Ever feel like you and someone else can look at the exact same thing, but see something totally different?
Here’s an example. What do you see in the image?
Some people see a young woman with a feather coming out of her fancy hat.
Others see an old lady with a hooked nose.
What you see depends on your personal experiences, biases and beliefs.
More importantly, every situation in life is like this, open to interpretation.
As Nobel prize winner Daniel Kahneman explains in Thinking Fast and Slow:
“The confidence that individuals have in their beliefs depends mostly on the quality of the story they can tell about what they see, even if they see little. We often fail to allow for the possibility that evidence that should be critical to our judgment is missing — what we see is all there is.”
What happens when we assume that our story is the whole story?
we feel a sense of righteousness
we double-down on our POV
we make others wrong
And if we do find out there’s more to the story, either we sheepishly end up backpedaling or looking for ways to blame someone else.
Either way, we make it unsafe for people to tell us what they really think and lose their trust.
That’s why one of the most valuable things I help clients do is expand their perspective.
One country CEO, for example, was chafing after a company-wide restructuring that meant reporting to a new global CEO:
“He’s micro-managing decisions, overriding our input and trying to show he’s in control,” he told me.
“That must be frustrating,” I said. “I wonder, can you see his POV, having a lot of very senior people who’ve been doing this for years, all of a sudden reporting into him? It must be like trying to herd a bunch of lions. Do you think he might feel some pressure?”
A week later, my client reported back:
"In the past, I would have gone in like a bulldozer, trying to, like, punch holes in his approach or the way he runs the leadership team meetings.
But I’m flipping that around, because I’m putting myself in his shoes and thinking, ‘Well, this guy, he’s only been here nine months. But all of a sudden, he’s got to manage this 10,000 person company and a huge mission and objective and targets. He must feel overwhelmed. He needs your help, I told myself, not your ego.'"
And just like that: he went from ego-driven pushback to empathetic support.
These are the types of transformations I see in my brilliant founder clients. We focus on strategic leadership skills that move the needle. And we dive into tactical execution to get the work done.
Curious about how this approach can help you hit your growth goals faster? Let’s talk.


* ASSIGNMENT: From the entries that follow, extract each line holding the string "title".

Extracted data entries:
- - - -

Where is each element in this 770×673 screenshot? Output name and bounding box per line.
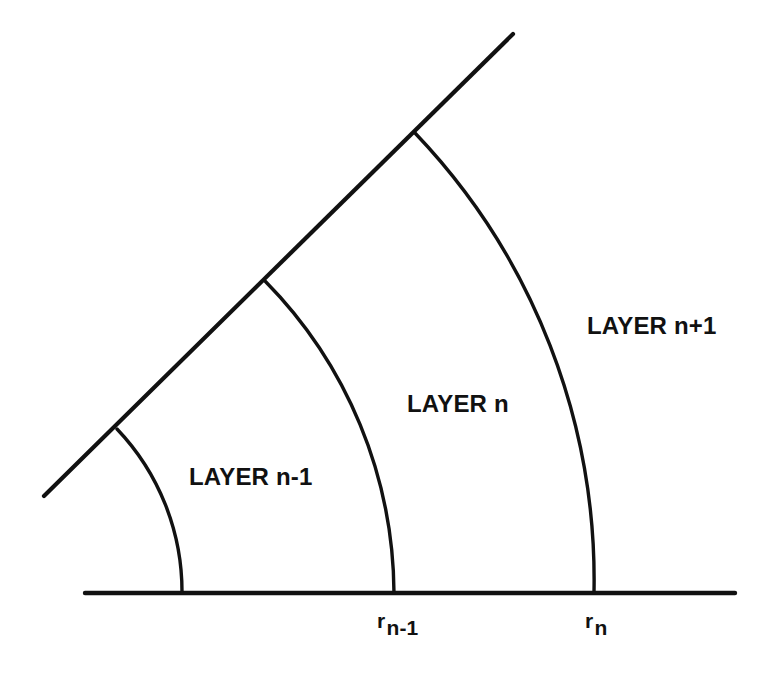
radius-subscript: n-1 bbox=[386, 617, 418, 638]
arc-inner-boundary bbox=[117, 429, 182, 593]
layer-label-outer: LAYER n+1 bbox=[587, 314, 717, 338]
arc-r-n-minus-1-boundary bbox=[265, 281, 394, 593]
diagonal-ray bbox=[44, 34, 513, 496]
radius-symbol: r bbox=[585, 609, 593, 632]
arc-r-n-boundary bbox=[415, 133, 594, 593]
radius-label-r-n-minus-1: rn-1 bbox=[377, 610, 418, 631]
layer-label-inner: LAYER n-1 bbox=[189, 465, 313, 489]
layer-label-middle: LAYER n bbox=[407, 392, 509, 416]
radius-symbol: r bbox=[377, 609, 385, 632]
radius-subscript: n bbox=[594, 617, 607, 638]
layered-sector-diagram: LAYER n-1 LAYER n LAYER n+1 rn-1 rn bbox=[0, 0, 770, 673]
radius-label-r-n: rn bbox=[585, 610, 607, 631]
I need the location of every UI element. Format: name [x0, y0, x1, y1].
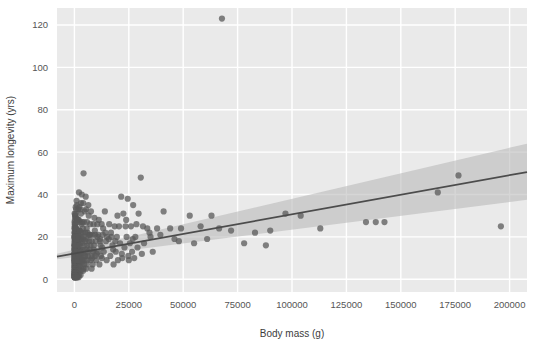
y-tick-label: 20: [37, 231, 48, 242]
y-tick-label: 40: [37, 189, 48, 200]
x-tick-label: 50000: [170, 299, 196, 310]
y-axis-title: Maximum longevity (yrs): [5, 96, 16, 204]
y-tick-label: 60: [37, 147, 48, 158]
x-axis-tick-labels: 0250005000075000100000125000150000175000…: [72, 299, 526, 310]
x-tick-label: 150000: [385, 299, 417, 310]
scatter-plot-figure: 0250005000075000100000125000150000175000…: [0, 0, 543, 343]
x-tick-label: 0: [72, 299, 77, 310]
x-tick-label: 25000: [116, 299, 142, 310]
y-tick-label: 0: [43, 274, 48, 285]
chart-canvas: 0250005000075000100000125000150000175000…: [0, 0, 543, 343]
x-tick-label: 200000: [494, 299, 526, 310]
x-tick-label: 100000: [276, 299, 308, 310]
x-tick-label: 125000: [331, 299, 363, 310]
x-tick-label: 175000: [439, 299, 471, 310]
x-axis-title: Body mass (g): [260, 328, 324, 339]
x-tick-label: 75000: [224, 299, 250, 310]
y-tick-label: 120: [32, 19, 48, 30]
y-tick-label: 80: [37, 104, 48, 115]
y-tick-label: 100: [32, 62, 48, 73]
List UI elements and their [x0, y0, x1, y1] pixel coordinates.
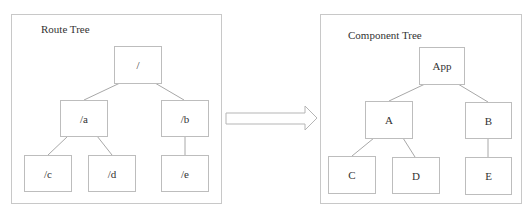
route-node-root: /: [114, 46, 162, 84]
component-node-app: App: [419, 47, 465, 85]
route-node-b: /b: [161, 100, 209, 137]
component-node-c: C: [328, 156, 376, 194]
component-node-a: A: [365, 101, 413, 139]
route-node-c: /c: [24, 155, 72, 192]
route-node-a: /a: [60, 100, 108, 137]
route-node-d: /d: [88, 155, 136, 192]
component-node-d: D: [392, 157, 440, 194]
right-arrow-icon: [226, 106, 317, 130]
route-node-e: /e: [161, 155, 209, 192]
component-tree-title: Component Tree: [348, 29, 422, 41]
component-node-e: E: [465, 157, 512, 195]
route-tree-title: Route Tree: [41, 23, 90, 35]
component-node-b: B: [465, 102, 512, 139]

- - - -

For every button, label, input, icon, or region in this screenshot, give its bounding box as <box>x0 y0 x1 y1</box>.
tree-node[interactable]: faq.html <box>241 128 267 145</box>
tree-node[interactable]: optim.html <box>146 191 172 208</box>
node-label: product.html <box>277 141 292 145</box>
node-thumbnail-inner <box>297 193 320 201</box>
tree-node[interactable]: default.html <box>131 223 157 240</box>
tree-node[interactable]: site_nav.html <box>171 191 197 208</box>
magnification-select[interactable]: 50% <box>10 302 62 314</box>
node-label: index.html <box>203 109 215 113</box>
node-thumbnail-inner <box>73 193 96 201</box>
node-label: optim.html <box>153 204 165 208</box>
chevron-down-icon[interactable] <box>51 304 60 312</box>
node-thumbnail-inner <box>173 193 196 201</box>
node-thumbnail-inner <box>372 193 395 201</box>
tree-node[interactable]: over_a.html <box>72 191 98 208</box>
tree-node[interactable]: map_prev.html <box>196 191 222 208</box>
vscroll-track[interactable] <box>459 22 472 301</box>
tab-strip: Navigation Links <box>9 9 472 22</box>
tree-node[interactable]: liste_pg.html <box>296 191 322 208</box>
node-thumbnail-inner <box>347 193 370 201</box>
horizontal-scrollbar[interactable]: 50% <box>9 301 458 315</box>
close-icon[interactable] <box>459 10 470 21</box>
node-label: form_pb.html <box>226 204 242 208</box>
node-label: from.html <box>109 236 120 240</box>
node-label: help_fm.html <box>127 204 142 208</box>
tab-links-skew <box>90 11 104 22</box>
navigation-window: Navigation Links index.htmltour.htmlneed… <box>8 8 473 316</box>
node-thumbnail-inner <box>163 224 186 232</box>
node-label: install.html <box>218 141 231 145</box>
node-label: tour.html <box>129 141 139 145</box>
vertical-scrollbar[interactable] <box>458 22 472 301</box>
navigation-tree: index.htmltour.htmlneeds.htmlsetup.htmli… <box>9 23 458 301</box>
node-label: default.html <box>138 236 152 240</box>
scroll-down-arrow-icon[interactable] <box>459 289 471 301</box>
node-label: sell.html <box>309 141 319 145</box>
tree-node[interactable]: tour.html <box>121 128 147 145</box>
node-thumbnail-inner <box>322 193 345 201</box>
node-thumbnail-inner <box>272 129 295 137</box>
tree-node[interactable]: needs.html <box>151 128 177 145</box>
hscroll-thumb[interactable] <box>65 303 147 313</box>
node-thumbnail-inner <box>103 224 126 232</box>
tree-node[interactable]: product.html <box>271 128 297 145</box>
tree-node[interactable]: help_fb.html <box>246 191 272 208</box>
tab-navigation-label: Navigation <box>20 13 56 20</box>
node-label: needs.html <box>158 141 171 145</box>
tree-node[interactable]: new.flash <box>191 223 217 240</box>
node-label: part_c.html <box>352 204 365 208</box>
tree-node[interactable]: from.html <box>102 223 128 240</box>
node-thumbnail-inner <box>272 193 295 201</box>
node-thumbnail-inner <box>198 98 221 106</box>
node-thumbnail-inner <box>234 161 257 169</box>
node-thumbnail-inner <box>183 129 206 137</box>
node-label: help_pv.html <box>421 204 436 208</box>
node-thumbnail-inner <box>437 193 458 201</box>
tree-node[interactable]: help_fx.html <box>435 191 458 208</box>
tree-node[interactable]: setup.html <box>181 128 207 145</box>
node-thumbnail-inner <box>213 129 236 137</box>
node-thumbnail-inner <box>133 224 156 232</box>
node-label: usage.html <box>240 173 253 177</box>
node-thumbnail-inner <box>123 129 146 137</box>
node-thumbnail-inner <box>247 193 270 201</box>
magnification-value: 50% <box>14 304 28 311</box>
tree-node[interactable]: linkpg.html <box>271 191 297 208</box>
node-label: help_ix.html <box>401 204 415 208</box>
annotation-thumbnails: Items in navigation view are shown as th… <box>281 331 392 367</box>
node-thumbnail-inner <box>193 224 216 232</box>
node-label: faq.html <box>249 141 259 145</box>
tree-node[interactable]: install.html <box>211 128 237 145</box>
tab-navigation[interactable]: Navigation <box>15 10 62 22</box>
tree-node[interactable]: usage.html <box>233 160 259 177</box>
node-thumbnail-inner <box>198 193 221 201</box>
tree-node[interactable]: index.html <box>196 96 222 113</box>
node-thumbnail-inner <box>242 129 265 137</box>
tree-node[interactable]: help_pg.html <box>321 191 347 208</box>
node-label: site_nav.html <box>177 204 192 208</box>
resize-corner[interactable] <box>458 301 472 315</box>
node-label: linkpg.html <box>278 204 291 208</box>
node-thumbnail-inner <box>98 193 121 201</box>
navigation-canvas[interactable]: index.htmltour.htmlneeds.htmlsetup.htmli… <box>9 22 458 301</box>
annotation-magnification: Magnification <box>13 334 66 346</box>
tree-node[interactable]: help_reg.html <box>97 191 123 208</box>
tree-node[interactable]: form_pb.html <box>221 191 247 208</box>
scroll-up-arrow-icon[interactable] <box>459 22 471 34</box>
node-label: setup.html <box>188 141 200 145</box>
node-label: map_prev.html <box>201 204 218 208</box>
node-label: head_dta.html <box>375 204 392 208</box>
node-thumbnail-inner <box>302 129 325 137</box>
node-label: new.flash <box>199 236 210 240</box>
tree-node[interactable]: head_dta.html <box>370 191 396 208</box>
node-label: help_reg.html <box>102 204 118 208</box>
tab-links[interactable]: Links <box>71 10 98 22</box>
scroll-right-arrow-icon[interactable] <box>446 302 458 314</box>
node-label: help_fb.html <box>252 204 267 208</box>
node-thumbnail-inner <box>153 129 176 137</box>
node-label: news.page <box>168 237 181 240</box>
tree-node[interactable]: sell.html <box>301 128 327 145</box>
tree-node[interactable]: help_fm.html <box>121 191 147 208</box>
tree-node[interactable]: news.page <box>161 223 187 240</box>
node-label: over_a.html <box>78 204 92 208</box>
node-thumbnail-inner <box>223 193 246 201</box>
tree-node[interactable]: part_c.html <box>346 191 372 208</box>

- - - -

* EXPECTED ANSWER:
y-axis-title: Maximum longevity (yrs): [5, 96, 16, 204]
x-axis-title: Body mass (g): [260, 328, 324, 339]
component-tree-title: Component Tree: [348, 29, 422, 41]
route-tree-title: Route Tree: [41, 23, 90, 35]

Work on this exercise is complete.